ISRF Newsletter – December 2024
It’s the final newsletter of 2024; and what a newsletter it is! Read on for a Director’s Note, details of our Flexible Grants for Small Groups competition, and more.
Contents
Director’s Note
Research after Trump
Christopher Newfield
The ISRF runs several lines of internal research, mostly in pilot mode, looking for research questions on which we might run larger-scale projects in the future. Four of these were set back – let’s say, “clarified” – by Trump’s recent re-election.
Trump is the guy who resets the odometer back to zero. You get him out of office, put a few plans in motion to address glaringly obvious problems – like the climate crisis – go a ways down the road and put a few kilometres on the odometer.
And then Trump returns. He pushes the button and everything returns to zero. While he’s in office, the odometer runs in reverse…
11th Flexible Grants for Small Groups (FG11)
Deadline: 5pm GMT (6pm CET), Friday 10th January 2025
Scholars from within Europe are eligible to apply as Principal Investigator(s) to lead a small group of 2-10 scholars (which may include graduate students). Applicants should hold a PhD and will normally have a permanent appointment at an institution of higher education and research.
The awards are intended as providing flexible support for a period of (up to) one year for the activities of the research group.

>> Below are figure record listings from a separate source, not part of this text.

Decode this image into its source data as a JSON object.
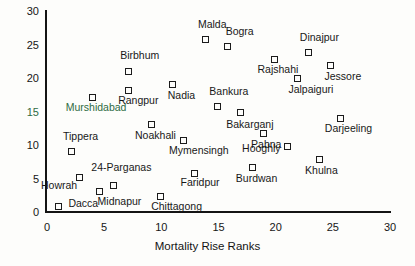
{
  "chart_data": {
    "type": "scatter",
    "title": "",
    "xlabel": "Mortality Rise Ranks",
    "ylabel": "",
    "xlim": [
      0,
      30
    ],
    "ylim": [
      0,
      30
    ],
    "xticks": [
      0,
      5,
      10,
      15,
      20,
      25,
      30
    ],
    "yticks": [
      0,
      5,
      10,
      15,
      20,
      25,
      30
    ],
    "grid": false,
    "legend": "none",
    "marker_style": "open-square",
    "points": [
      {
        "label": "Dacca",
        "x": 1,
        "y": 0.8,
        "label_dx": 10,
        "label_dy": -4,
        "color": "#181818"
      },
      {
        "label": "Midnapur",
        "x": 4.6,
        "y": 3.0,
        "label_dx": -2,
        "label_dy": 9,
        "color": "#181818"
      },
      {
        "label": "24-Parganas",
        "x": 5.8,
        "y": 4.0,
        "label_dx": -22,
        "label_dy": -18,
        "color": "#181818"
      },
      {
        "label": "Howrah",
        "x": 2.8,
        "y": 5.2,
        "label_dx": -38,
        "label_dy": 8,
        "color": "#181818"
      },
      {
        "label": "Chittagong",
        "x": 9.9,
        "y": 2.3,
        "label_dx": -9,
        "label_dy": 9,
        "color": "#181818"
      },
      {
        "label": "Tippera",
        "x": 2.1,
        "y": 9.1,
        "label_dx": -8,
        "label_dy": -15,
        "color": "#181818"
      },
      {
        "label": "Faridpur",
        "x": 12.9,
        "y": 5.8,
        "label_dx": -14,
        "label_dy": 9,
        "color": "#181818"
      },
      {
        "label": "Burdwan",
        "x": 18.0,
        "y": 6.6,
        "label_dx": -17,
        "label_dy": 10,
        "color": "#181818"
      },
      {
        "label": "Khulna",
        "x": 23.8,
        "y": 7.8,
        "label_dx": -14,
        "label_dy": 10,
        "color": "#181818"
      },
      {
        "label": "Hooghly",
        "x": 21.0,
        "y": 9.8,
        "label_dx": -45,
        "label_dy": 2,
        "color": "#181818"
      },
      {
        "label": "Mymensingh",
        "x": 11.9,
        "y": 10.7,
        "label_dx": -14,
        "label_dy": 10,
        "color": "#181818"
      },
      {
        "label": "Pabna",
        "x": 18.9,
        "y": 11.7,
        "label_dx": -12,
        "label_dy": 10,
        "color": "#181818"
      },
      {
        "label": "Noakhali",
        "x": 9.1,
        "y": 13.0,
        "label_dx": -16,
        "label_dy": 10,
        "color": "#181818"
      },
      {
        "label": "Darjeeling",
        "x": 25.7,
        "y": 14.0,
        "label_dx": -16,
        "label_dy": 10,
        "color": "#181818"
      },
      {
        "label": "Bakarganj",
        "x": 16.9,
        "y": 14.8,
        "label_dx": -14,
        "label_dy": 11,
        "color": "#181818"
      },
      {
        "label": "Bankura",
        "x": 14.9,
        "y": 15.7,
        "label_dx": -8,
        "label_dy": -16,
        "color": "#181818"
      },
      {
        "label": "Murshidabad",
        "x": 4.0,
        "y": 17.1,
        "label_dx": -27,
        "label_dy": 10,
        "color": "#2f6b43"
      },
      {
        "label": "Rangpur",
        "x": 7.1,
        "y": 18.2,
        "label_dx": -10,
        "label_dy": 10,
        "color": "#181818"
      },
      {
        "label": "Nadia",
        "x": 11.0,
        "y": 19.0,
        "label_dx": -5,
        "label_dy": 10,
        "color": "#181818"
      },
      {
        "label": "Jalpaiguri",
        "x": 21.9,
        "y": 19.9,
        "label_dx": -9,
        "label_dy": 10,
        "color": "#181818"
      },
      {
        "label": "Birbhum",
        "x": 7.1,
        "y": 21.0,
        "label_dx": -8,
        "label_dy": -16,
        "color": "#181818"
      },
      {
        "label": "Jessore",
        "x": 24.8,
        "y": 21.8,
        "label_dx": -6,
        "label_dy": 10,
        "color": "#181818"
      },
      {
        "label": "Rajshahi",
        "x": 19.9,
        "y": 22.8,
        "label_dx": -17,
        "label_dy": 10,
        "color": "#181818"
      },
      {
        "label": "Dinajpur",
        "x": 22.9,
        "y": 23.8,
        "label_dx": -9,
        "label_dy": -16,
        "color": "#181818"
      },
      {
        "label": "Bogra",
        "x": 15.8,
        "y": 24.7,
        "label_dx": -2,
        "label_dy": -16,
        "color": "#181818"
      },
      {
        "label": "Malda",
        "x": 13.9,
        "y": 25.7,
        "label_dx": -8,
        "label_dy": -16,
        "color": "#181818"
      }
    ]
  },
  "axis": {
    "x_title": "Mortality Rise Ranks",
    "x_tick_labels": [
      "0",
      "5",
      "10",
      "15",
      "20",
      "25",
      "30"
    ],
    "y_tick_labels": [
      "0",
      "5",
      "10",
      "15",
      "20",
      "25",
      "30"
    ],
    "highlight_y_tick": "15",
    "highlight_color": "#2f6b43"
  }
}
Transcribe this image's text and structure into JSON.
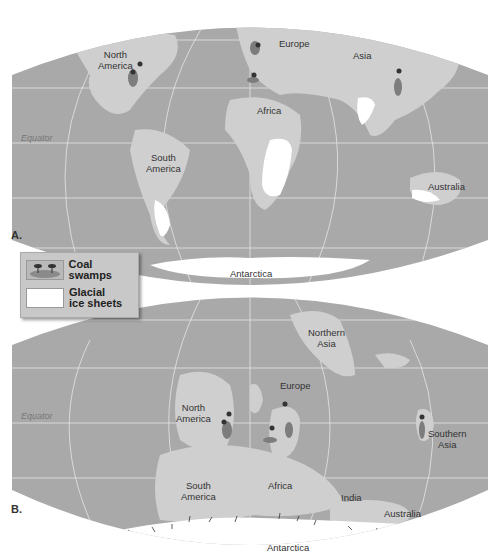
{
  "figure": {
    "panels": [
      {
        "id": "A",
        "label": "A.",
        "equator_label": "Equator",
        "regions": [
          {
            "name": "North America",
            "line1": "North",
            "line2": "America"
          },
          {
            "name": "Europe",
            "line1": "Europe"
          },
          {
            "name": "Asia",
            "line1": "Asia"
          },
          {
            "name": "Africa",
            "line1": "Africa"
          },
          {
            "name": "South America",
            "line1": "South",
            "line2": "America"
          },
          {
            "name": "Australia",
            "line1": "Australia"
          },
          {
            "name": "Antarctica",
            "line1": "Antarctica"
          }
        ]
      },
      {
        "id": "B",
        "label": "B.",
        "equator_label": "Equator",
        "regions": [
          {
            "name": "Northern Asia",
            "line1": "Northern",
            "line2": "Asia"
          },
          {
            "name": "Europe",
            "line1": "Europe"
          },
          {
            "name": "North America",
            "line1": "North",
            "line2": "America"
          },
          {
            "name": "Southern Asia",
            "line1": "Southern",
            "line2": "Asia"
          },
          {
            "name": "South America",
            "line1": "South",
            "line2": "America"
          },
          {
            "name": "Africa",
            "line1": "Africa"
          },
          {
            "name": "India",
            "line1": "India"
          },
          {
            "name": "Australia",
            "line1": "Australia"
          },
          {
            "name": "Antarctica",
            "line1": "Antarctica"
          }
        ]
      }
    ],
    "legend": {
      "items": [
        {
          "label": "Coal swamps",
          "symbol": "coal-swamp-icon"
        },
        {
          "label_line1": "Glacial",
          "label_line2": "ice sheets",
          "symbol": "ice-sheet-swatch"
        }
      ]
    },
    "colors": {
      "ocean": "#a9a9a9",
      "land": "#cfcfcf",
      "ice": "#ffffff",
      "coal": "#7d7d7d",
      "grid": "#e6e6e6"
    }
  }
}
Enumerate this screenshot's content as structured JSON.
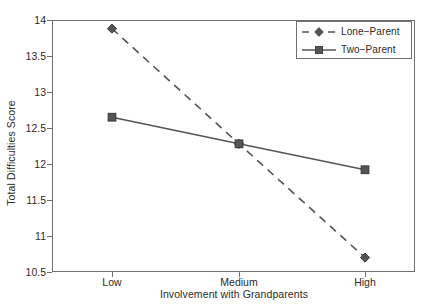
{
  "chart_data": {
    "type": "line",
    "title": "",
    "xlabel": "Involvement with Grandparents",
    "ylabel": "Total Difficulties Score",
    "categories": [
      "Low",
      "Medium",
      "High"
    ],
    "xtick_labels": [
      "Low",
      "Medium",
      "High"
    ],
    "ytick_labels": [
      "14",
      "13.5",
      "13",
      "12.5",
      "12",
      "11.5",
      "11",
      "10.5"
    ],
    "ytick_values": [
      14,
      13.5,
      13,
      12.5,
      12,
      11.5,
      11,
      10.5
    ],
    "ylim": [
      10.5,
      14
    ],
    "xlim": [
      0,
      2
    ],
    "grid": false,
    "legend_position": "top-right",
    "series": [
      {
        "name": "Lone−Parent",
        "values": [
          13.88,
          12.28,
          10.7
        ],
        "line_style": "dashed",
        "marker": "diamond",
        "color": "#555555"
      },
      {
        "name": "Two−Parent",
        "values": [
          12.65,
          12.28,
          11.92
        ],
        "line_style": "solid",
        "marker": "square",
        "color": "#555555"
      }
    ]
  },
  "legend": {
    "entries": [
      {
        "label": "Lone−Parent",
        "marker": "diamond",
        "line_style": "dashed"
      },
      {
        "label": "Two−Parent",
        "marker": "square",
        "line_style": "solid"
      }
    ]
  },
  "colors": {
    "series_ink": "#555555",
    "axis": "#6f6f6f",
    "text": "#2b2b2b",
    "plot_background": "#ffffff",
    "figure_background": "#ffffff"
  }
}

Book Launch: Like Lockdown Never Happened, by Joy White
Thursday 23 January 2025, 6:00pm-7:30pm (GMT). In person.
UD Music, London, E15 2QS.
Under COVID-19, music listening increased as people used it to help counter the psychological fallout of lockdown—the isolation, restriction and boredom. In her new book, Like Lockdown Never Happened, Dr Joy White shows how Black music and culture reshaped our lives in the first 18 months of the pandemic.
‘Migrants have been beaten, hounded by dogs and burned with cigarettes’ – on the frontline of the Poland-Belarus border crisis
Families attempting to start a new life in Europe have become stuck in the woods between two countries, regularly receiving horrific treatment at the hands of the authorities.
What Newfoundland – and Messy Family Histories – Can Tell Us About the Harms of Colonialism
ISRF Fellow Julia Laite’s family have been on Newfoundland since the 17th century. Her latest project explores ancestry, empire, exploitation – and Shanawdithit, the Beothuk woman who witnessed the death of her world under colonialism.
How Portugal spied on Muslims in colonial Mozambique
At the ISRF’s November Congress, Fellow Sandra Araújo revealed the remarkable hidden history behind her forthcoming book.
Video: Book Launch for Adam Hanieh, Crude Capitalism (2024)
On the 13th of November, the ISRF hosted a book launch to celebrate the publication of an important new book, Crude Capitalism. We were joined by Adrienne Buller and Angus McNelly.
New Publication: Like Lockdown Never Happened: Music and Culture During Covid (Repeater Books)
Dr Joy White (ISRF Independent Scholar Fellow 2015-16 and Academic Advisor) explores how Black music and culture framed how we passed the time in the first 18 months of the Covid-19 pandemic.
11th Flexible Grants for Small Groups Competition (FG11)
Live now: deadline 5pm GMT, Friday 10th January 2025
Funding support for small groups (2-10 scholars) to complete a piece of research or undertake face-to-face joint group work.
2nd First Book Grant (FBG2)
Closed on 1st November 2024
Newly qualified post-docs (within three years of PhD award) are eligible to apply for support to convert their PhD thesis into a book.
7th Mid-Career Fellowship (MCF7)
Closed on 28th March 2024
Scholars more than ten years post-PhD were eligible to apply for support to complete a one-year piece of original research. Award announcements are expected in the summer.